Goal of the exercise: In the records below, the line that contains "The height and width of the screenshot is (700, 764)." marks the start. Copy it and each line after it through the end, exactly, without pictures.

═════ Source data ═════

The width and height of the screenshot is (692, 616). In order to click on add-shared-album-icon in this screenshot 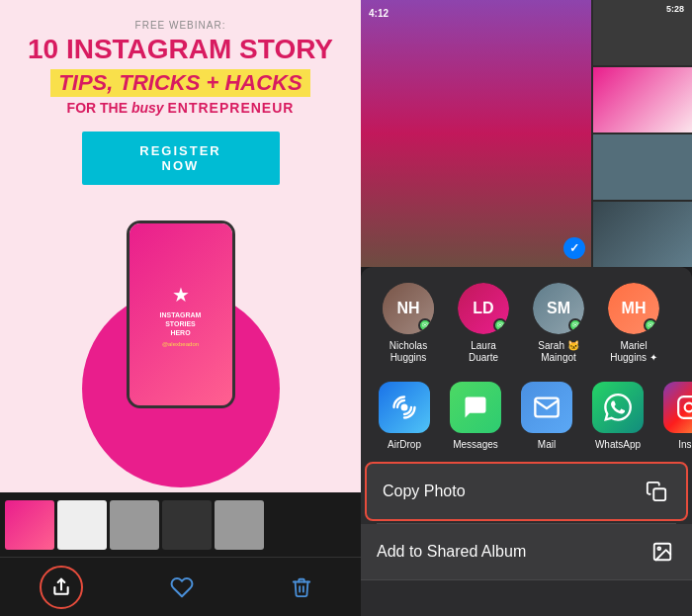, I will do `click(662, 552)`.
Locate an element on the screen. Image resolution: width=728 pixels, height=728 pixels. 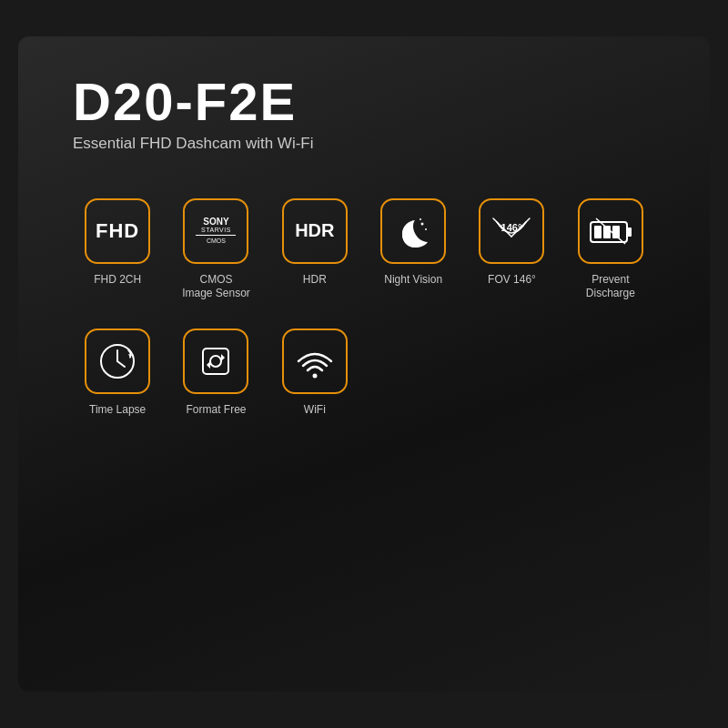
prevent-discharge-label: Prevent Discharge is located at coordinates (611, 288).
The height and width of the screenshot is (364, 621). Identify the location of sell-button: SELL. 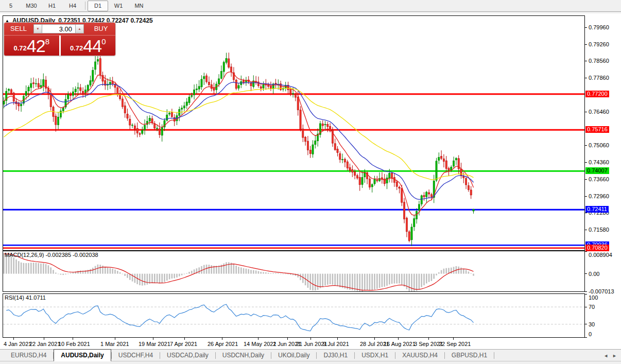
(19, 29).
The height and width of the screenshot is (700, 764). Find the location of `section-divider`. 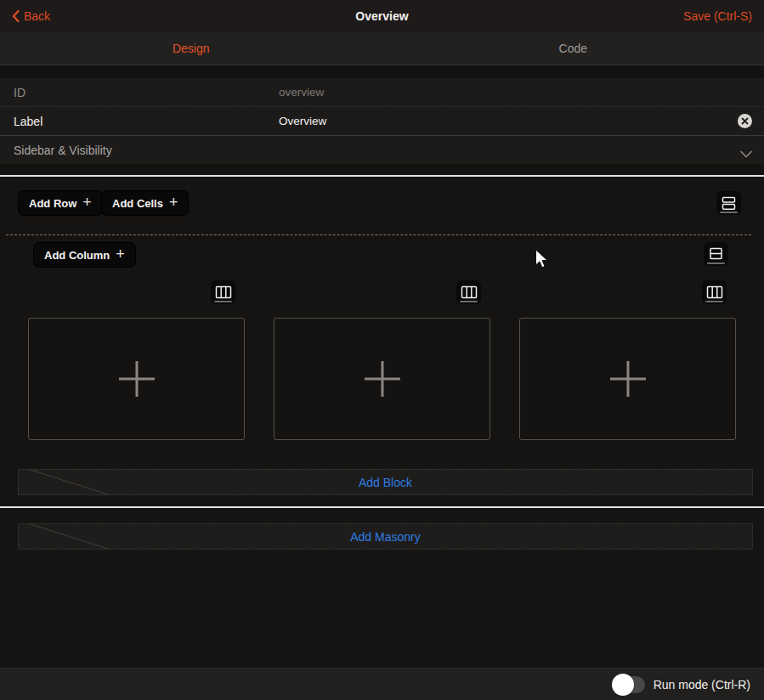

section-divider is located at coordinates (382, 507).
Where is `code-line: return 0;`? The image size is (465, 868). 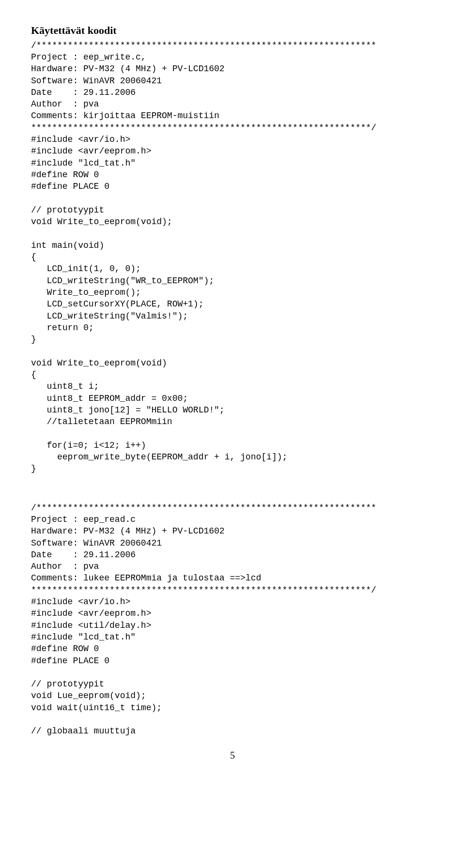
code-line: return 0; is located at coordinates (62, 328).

═════

Finished task:
The height and width of the screenshot is (700, 764). Find the location of `section-divider`. 

section-divider is located at coordinates (382, 507).
Where is `code-line: return 0;`? The image size is (465, 868). 
code-line: return 0; is located at coordinates (62, 328).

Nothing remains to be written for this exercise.